The leftist critics of Bankim Chandra have accused him of looking at the world through the eyes of the Western-educated Bengali gentry dependant on their livelihood on the grace of the British. He is sometimes said to be a Hindu revivalist who ignores the contributions of Muslims and other non-Hindu but indigenous sections. In this sense the English-educated service-holding Bengali landed gentry was cut off from the roots of the country and was thus incapable of bringing about overdue political, social and economic changes.
It can be said in Bankim Chandra's defence that he was perfectly aware of the cultural contributions of the lower classes and his anxiety for their economic amelioration was genuine. He really wanted social, economic and political justice for all. He attached great importance to the contemporary European social thought which led the way for revolutionary progress. Taking Europe as the standard, he wanted Indians to reach that standard. His revivalism consisted merely in this that he thought India in ancient times had achieved as much as the Europeans did. His India of-the future would ensure as much for the non-Hindus as for the Hindus, as much for the poor as for the well-off. He was as progressive in the modern sense as it was possible for him to be and as any one could rationally expect. If he erred he did in taking the contemporary Europe as his model. But the failings of the nationalistic spirit were not discernible in the nineteenth century.
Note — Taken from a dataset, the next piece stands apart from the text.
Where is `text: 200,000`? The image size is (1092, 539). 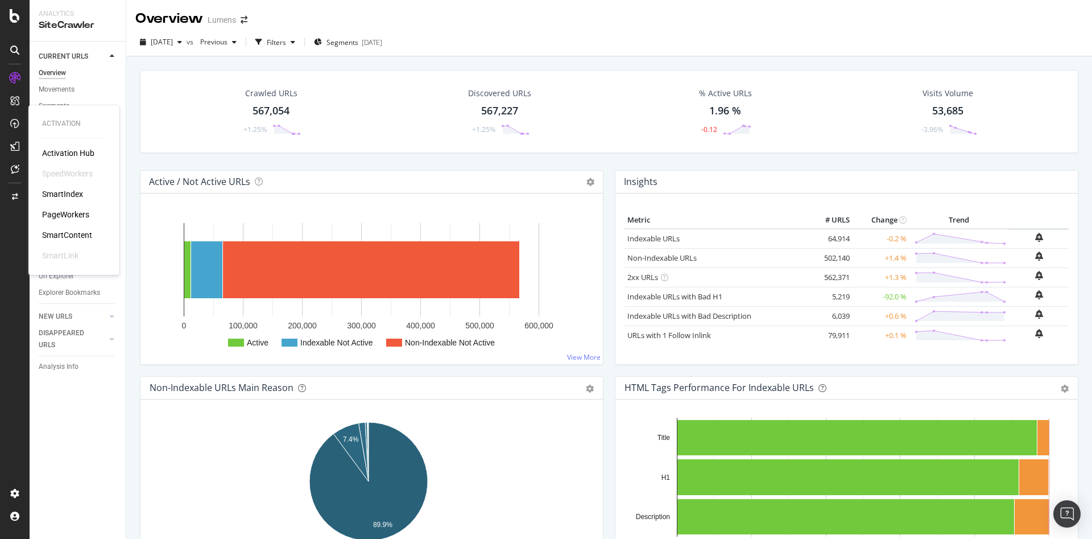 text: 200,000 is located at coordinates (302, 325).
There seemed to be scope for endless progress. The price paid by Europe for its nationalistic fervour in the twentieth century was unthinkable during Bankim Chandra's time and non-European models of social development are still inchoate. Will the Asians be able to develop alternative models which while preserving.the immensely valuable technological fruits of modem Europe will make all of mankind better human beings and the earth a happier place?
The social thought of Bankim Chandra naturally led him to reflect upon moral and spiritual matters during the final years of his life.